Performed March 10, 2024; James Knox Sutterfield, conductor.
Yield to Love, inspired by the writings of Rabi’a al-Basri
I know about love the way the fields know about light,
the way the forest shelters us.
We are vulnerable like an infant.
We need each other’s care or we will suffer.
How will you ever find peace unless you yield to love?
Wild Forces, St. Francis of Assisi
There are beautiful, wild forces within us.
Let them turn millstones inside
filling bushels that reach to the sky.
The Hope of Loving is a multi-movement work commissioned by Seraphic Fire and their Artistic Director, Patrick Quigley. Composer Jake Runestad writes of this piece:
I am a hoarder of poetry, and one of my favorite collections is Love Poems From God—mystical poems by Daniel Ladinsky inspired by famous writers from around the world. This book is a composer’s dream with colorful, powerful, and succinct writings that talk of living fully, deep spirituality, self-contemplation and love. When starting my work on this new composition, I opened Ladinsky’s book to find a treasure trove of quaint parables and sage advice for us all. The Hope of Loving (2015) for chorus, soloists, and string quartet, uses a selection of writings inspired by spiritual mystics throughout history to explore the idea of love and its manifestation in our lives. My hope is that this music might introduce you to meaningful texts, connect you with an element of your own human experience, and foster your compassion for the story of another.
— Jake Runestad
While some pieces are built around a melodic motif, The Hope of Loving is built around a single interval, a perfect fourth. This interval is most obvious when it occurs melodically, immediately identifiable in the opening phrase, which recurs throughout the piece; however, Runestad also employs it harmonically, building chords that are quartal (built of stacked fourths) rather than triadic (built of stacked thirds) as tonal western music traditionally is. Quartal harmony often does not sound excessively dissonant, but it is distinctive and tends to feel unresolved.
The first movement, “Yield to Love,” sets a poem inspired by the work of Rabi’a al-Basri. Enslaved as a child, she gained freedom later in life and became one of the most influential Sufi mystics and a Muslim saint. As mythology accumulated around her, many writings and poems were attributed to her, though their origin is disputed, and contemporary scholars believe there are no extant writings that are legitimately hers. Nevertheless, her legacy and the works attributed to her have had a lasting impact, including on perhaps the most famous Persian poet, Rumi. The music is spare, mostly unison lines with chant-like rhythms, and the movement serves as a sort of introduction or epigraph for the work as a whole both musically and textually.
“Wild Forces” is distinct from the other movements with its driving rhythms and boisterous energy. The text, by St. Francis of Assisi, exhorts us to embrace and harness the “beautiful, wild forces within us” to produce an abundance of nurturing sustenance so bountiful that it reaches even to heaven. (Other sources translate the second half as “Let them turn the mills inside and fill sacks that feed even heaven.”) The driving rhythms, canons, and triple meter create a sense of circular energy to depict the millstones, and high, bright chords seem to “reach to the sky.”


◆ What you are asked to do
Find the lines of data that contain the string "window", then list them.

◆ Listed entries
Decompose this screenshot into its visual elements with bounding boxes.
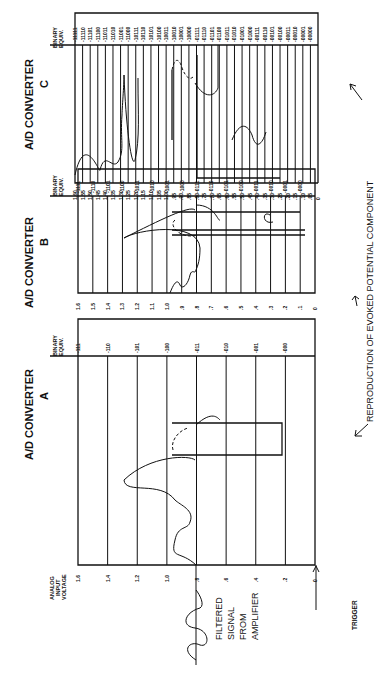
voltage-tick-label: .1 [297, 306, 303, 310]
voltage-tick-label: .8 [194, 306, 200, 310]
voltage-tick-label: .45 [247, 193, 253, 200]
voltage-tick-label: 1.2 [134, 575, 140, 582]
binary-code-label: -1011 [134, 180, 140, 193]
binary-code-label: -00000 [307, 26, 313, 42]
binary-code-label: -10001 [178, 26, 184, 42]
binary-code-label: -11110 [80, 27, 86, 42]
binary-code-label: -001 [253, 343, 259, 353]
converter-b-dashed-waveform [173, 220, 198, 236]
binary-code-label: -111 [75, 343, 81, 353]
binary-code-label: -1001 [164, 180, 170, 193]
binary-code-label: -10000 [186, 26, 192, 42]
converter-a: A/D CONVERTER A BINARY EQUIV. ANALOG INP… [23, 319, 319, 665]
binary-code-label: -11101 [87, 27, 93, 42]
binary-code-label: -010 [223, 343, 229, 353]
voltage-tick-label: 1.6 [75, 575, 81, 582]
voltage-tick-label: 1.6 [75, 303, 81, 310]
converter-c-letter: C [38, 80, 50, 88]
voltage-tick-label: 1.4 [105, 575, 111, 582]
converter-c-waveform [75, 75, 138, 175]
binary-code-label: -100 [164, 343, 170, 353]
binary-code-label: -00011 [285, 26, 291, 42]
caption-signal: SIGNAL [226, 607, 236, 640]
binary-code-label: -0100 [238, 180, 244, 193]
binary-code-label: -0111 [194, 181, 200, 193]
converter-b-letter: B [38, 238, 50, 246]
voltage-tick-label: .55 [231, 193, 237, 200]
binary-code-label: -11001 [118, 26, 124, 42]
voltage-tick-label: .9 [179, 306, 185, 310]
converter-c-title: A/D CONVERTER [23, 59, 35, 150]
voltage-tick-label: .4 [253, 306, 259, 310]
caption-filtered: FILTERED [214, 597, 224, 640]
voltage-tick-label: 1.1 [149, 303, 155, 310]
binary-code-label: -0010 [268, 180, 274, 193]
binary-code-label: -0011 [253, 180, 259, 193]
binary-code-label: -0110 [208, 180, 214, 193]
binary-code-label: -01101 [209, 26, 215, 42]
trigger-label: TRIGGER [351, 600, 358, 630]
binary-code-label: -00010 [292, 26, 298, 42]
binary-code-label: -10110 [140, 26, 146, 42]
converter-c-sample-window [172, 55, 280, 178]
reproduction-caption: REPRODUCTION OF EVOKED POTENTIAL COMPONE… [365, 180, 375, 422]
converter-a-waveform-end [196, 416, 220, 425]
binary-code-label: -1101 [105, 180, 111, 193]
binary-code-label: -0000 [297, 180, 303, 193]
voltage-tick-label: .05 [307, 193, 313, 200]
voltage-tick-label: .2 [282, 306, 288, 310]
converter-b-reproduction-trace [264, 214, 273, 222]
converter-a-waveform [124, 457, 196, 565]
voltage-tick-label: .8 [194, 578, 200, 582]
binary-code-label: -11100 [95, 27, 101, 42]
binary-code-label: -01001 [239, 26, 245, 42]
caption-amplifier: AMPLIFIER [250, 592, 260, 640]
binary-code-label: -10100 [156, 26, 162, 42]
binary-code-label: -00101 [269, 26, 275, 42]
voltage-tick-label: 0 [315, 197, 321, 200]
binary-code-label: -10011 [163, 26, 169, 42]
converter-a-gridlines [108, 356, 286, 565]
binary-code-label: -011 [194, 343, 200, 353]
voltage-tick-label: .3 [268, 306, 274, 310]
converter-b-title: A/D CONVERTER [23, 217, 35, 308]
voltage-tick-label: 1.25 [125, 190, 131, 200]
binary-code-label: -11011 [102, 27, 108, 42]
voltage-tick-label: .6 [223, 306, 229, 310]
voltage-tick-label: .6 [223, 578, 229, 582]
voltage-tick-label: .2 [282, 578, 288, 582]
voltage-tick-label: 0 [312, 307, 318, 310]
converter-b-gridlines [93, 196, 300, 293]
voltage-tick-label: .5 [238, 306, 244, 310]
binary-code-label: -101 [134, 343, 140, 353]
voltage-tick-label: .4 [253, 578, 259, 582]
binary-code-label: -1000 [179, 180, 185, 193]
binary-code-label: -11111 [72, 27, 78, 42]
binary-code-label: -01110 [201, 27, 207, 42]
binary-code-label: -1100 [119, 180, 125, 193]
converter-c-dashed-waveform [172, 60, 193, 78]
converter-a-dashed-waveform [172, 428, 188, 450]
converter-c-reproduction-trace [232, 126, 266, 144]
ad-converter-diagram: A/D CONVERTER C BINARY EQUIV. A/D CONVER… [0, 0, 388, 673]
voltage-tick-label: 1.4 [105, 303, 111, 310]
binary-code-label: -10010 [171, 26, 177, 42]
binary-code-label: -00001 [300, 26, 306, 42]
binary-code-label: -01011 [224, 26, 230, 42]
binary-code-label: -00110 [262, 26, 268, 42]
binary-code-label: -01100 [216, 26, 222, 42]
converter-a-sample-window [172, 423, 282, 455]
voltage-tick-label: 1.15 [140, 190, 146, 200]
binary-code-label: -1010 [149, 180, 155, 193]
voltage-tick-label: 0 [312, 579, 318, 582]
binary-code-label: -000 [282, 343, 288, 353]
converter-b-binary-header-2: EQUIV. [58, 177, 64, 196]
binary-code-label: -10101 [148, 26, 154, 42]
reproduction-arrow-a-icon [355, 424, 368, 436]
binary-code-label: -1110 [90, 181, 96, 193]
converter-c-waveform-end [195, 45, 218, 95]
binary-code-label: -01000 [247, 26, 253, 42]
reproduction-arrow-c-icon [350, 84, 362, 100]
voltage-tick-label: 1.05 [156, 190, 162, 200]
converter-a-letter: A [38, 392, 50, 400]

◆ Task response
converter-c-sample-window [172, 55, 280, 178]
converter-a-sample-window [172, 423, 282, 455]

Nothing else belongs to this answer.